Sydney PEN is disturbed by reports of the arrest of an Egyptian publisher, Ahmed Mahanna, following his release of a book praising the former UN nuclear agency head and Nobel Prize winning Mohamed ElBaradei. As yet unconfirmed by International PEN, the arrest was reported in The Guardian and has been criticised by ElBaradei himself.
Pyrmont Village community website is launching an open essay competition focussed on highlighting everyday Australians' views about the NSW State Government's existing and proposed censorship of the internet.
A distinguished judging panel will award $2, 000 cash to an essayist whose work achieves the objectives of the prize. Entries close June 7, 2010.
For more details and an entry form, visit the competition website.
We proudly "go live" with our new website this March, providing members with a resource for news and events, and visitors with information about our work. We will also be building a Media Centre to archive our releases and media coverage, and in the coming month will add a membership and donation module through which all future memberships and renewals will be processed.
Sydney PEN thanks the team at Inventive Labs, led by Virginia Murdoch, for their insight, patience and design vision as creators of this site.
We would also like to acknowledged the pro-bono host of our previous site, BarNet, which was also a part of the early design process.
We are very pleased to announce that our new Executive Officer, Jacqueline Woodman, will be working with her small team at the Australian Writers' Foundation to undertake our administrative duties. We will continue to work with accountant Peter Walford and NFP Bookkeeping in partnership with the AWF to oversee our accounts throughout the year and at year's end.
This means that for the first time Sydney PEN will have a "home" in Sydney where the public is able to drop in. The AWF staff, housed within the Australian Writers' Guild at Chippendale, is located very close to our casual office in the Creative Practices Department of UTS.
Honorary Members and subject of our centre’s recent advocacy campaign, Father Thadeus Nguyen Van Ly has been probationally released from imprisonment in Vietnam. Priest, scholar and signatory to the Bloc 8406 pro-democracy movement, Father Ly suffered two strokes in 2009 and has been in solitary confinement and in partial paralysis in recent months. Father Ly was released on Monday March 15th, five years shy of his eight-year sentence handed down in March 2007 for “harming national security”.
Since 2007 our letter-writers and members have campaigned Ambassador to Vietnam, Allaster Cox, to raise Father Ly’s case with the Vietnamese government. Cox has been responsive to our campaigns, raising the case at the 7th Australia-Vietnam Human Rights Dialogue in December and again in February. Father Ly has been featured in The Empty Chair at UTS Broadway and at several of our recent events in Sydney. US advocacy group, Freedom Now, filed a petition with the UN Working Group on Arbitrary Detention in February, backed by several US senators.
Father Ly has spent over 15 years in prison since 1977, over a long career of human rights activism. He was probationally released to his family and diocese in stable health but with long-term ailments apparently resulting from his strokes and imprisonment. Sydney PEN will continue to monitor news of Father Ly and to urge the Vietnamese government to release him unconditionally from probation.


# [Instructions to follow]
Print, word for word, the line containing "This screenshot has height=257, width=128." and all lines beneath it to the end of the entries below. Pictures do not belong in the copy.

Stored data
++++++++++++++++++++

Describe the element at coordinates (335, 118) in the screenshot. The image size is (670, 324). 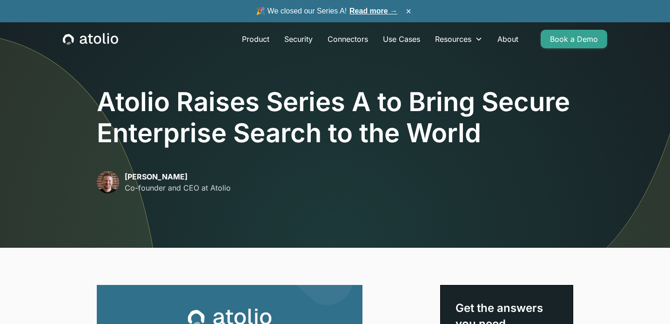
I see `h1: Atolio Raises Series A to Bring Secure Enterprise Search to the World` at that location.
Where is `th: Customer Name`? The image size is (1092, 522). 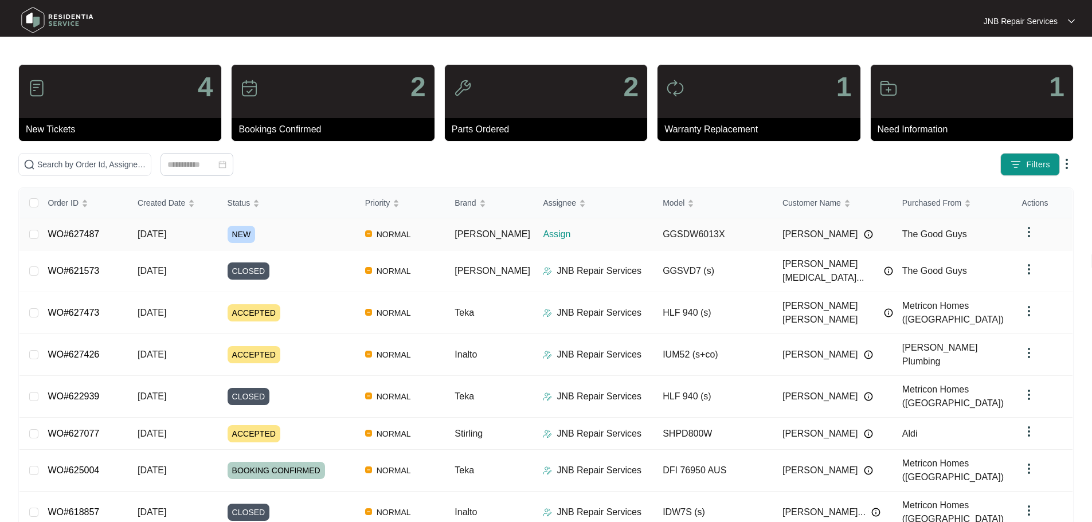 th: Customer Name is located at coordinates (833, 203).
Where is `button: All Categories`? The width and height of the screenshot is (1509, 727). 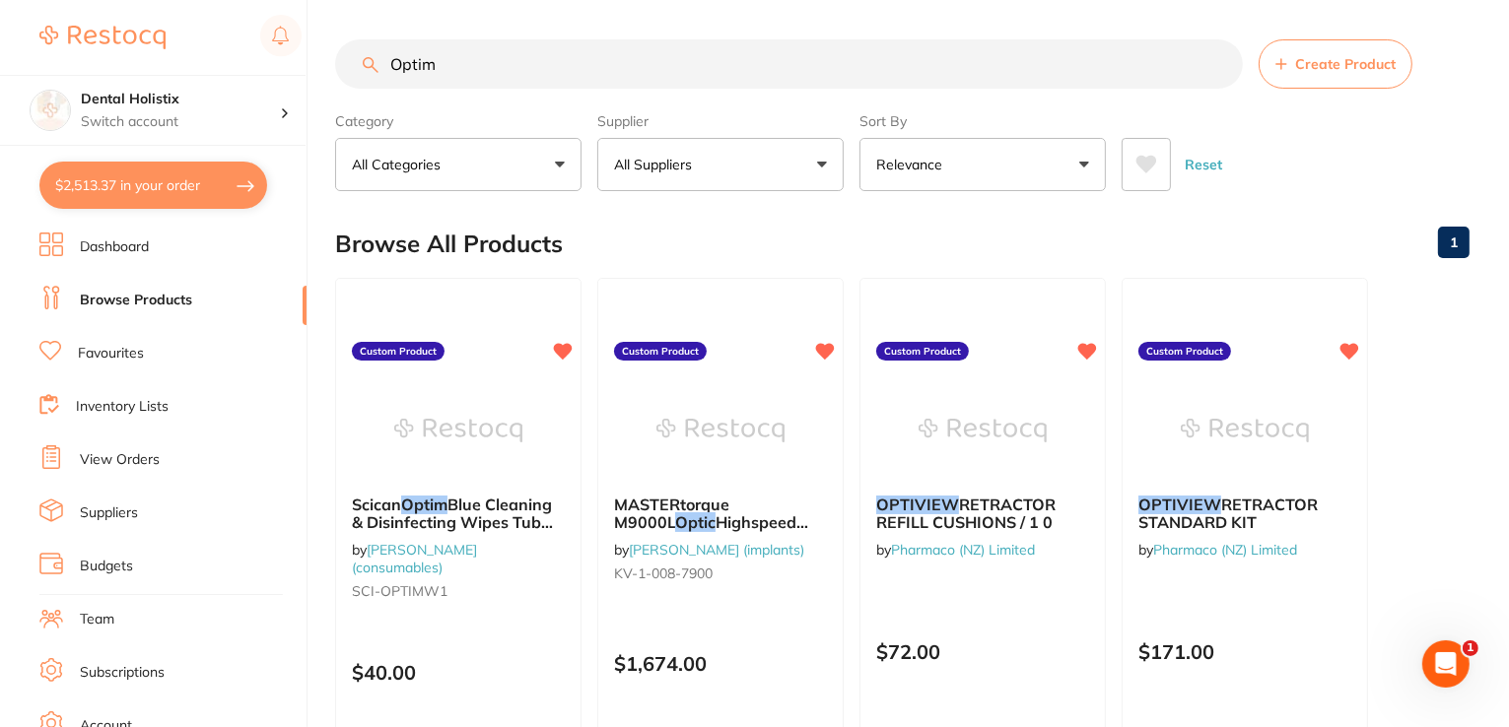
button: All Categories is located at coordinates (458, 165).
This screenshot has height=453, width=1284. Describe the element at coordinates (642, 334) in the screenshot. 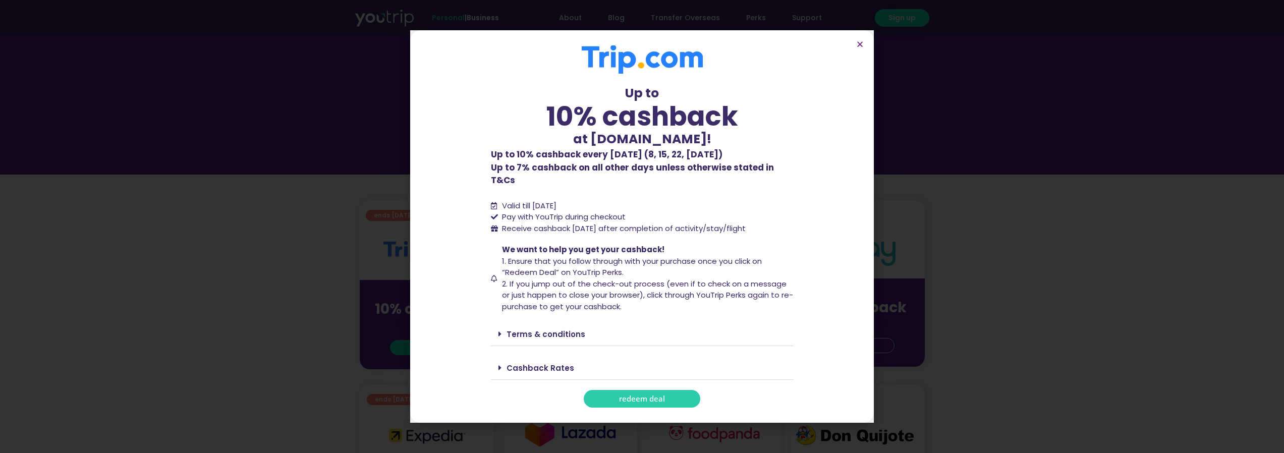

I see `div: Terms & conditions` at that location.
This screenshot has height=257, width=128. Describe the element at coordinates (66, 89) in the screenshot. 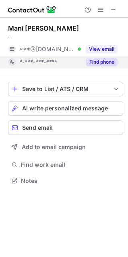

I see `button: save-profile-one-click` at that location.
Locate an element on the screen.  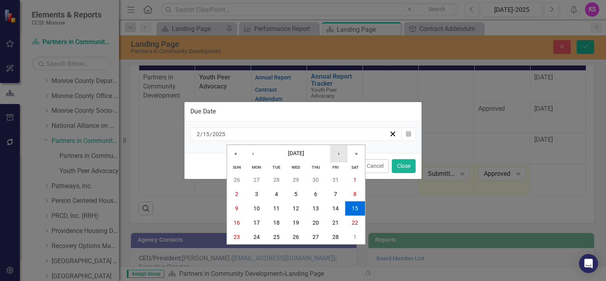
abbr: February 11, 2025 is located at coordinates (276, 208).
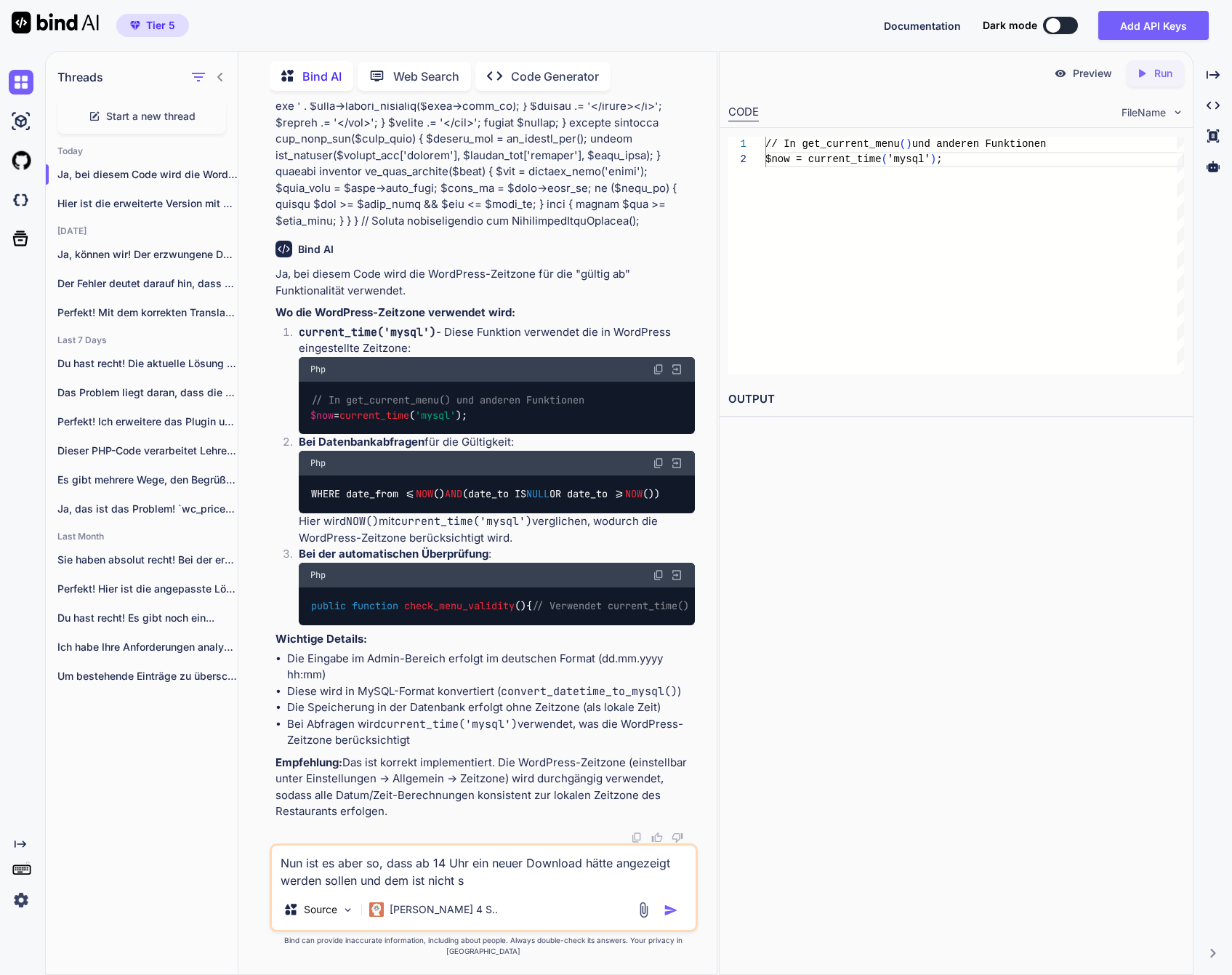 The width and height of the screenshot is (1232, 975). I want to click on p: Hier ist die erweiterte Version mit Bild..., so click(148, 203).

++++++++++++++++++++

# [Response to the task]
This screenshot has height=257, width=128. Describe the element at coordinates (66, 89) in the screenshot. 

I see `button: save-profile-one-click` at that location.
Locate an element on the screen.  
abbr: February 11, 2025 is located at coordinates (276, 208).
 The width and height of the screenshot is (1232, 975). I want to click on p: Hier ist die erweiterte Version mit Bild..., so click(148, 203).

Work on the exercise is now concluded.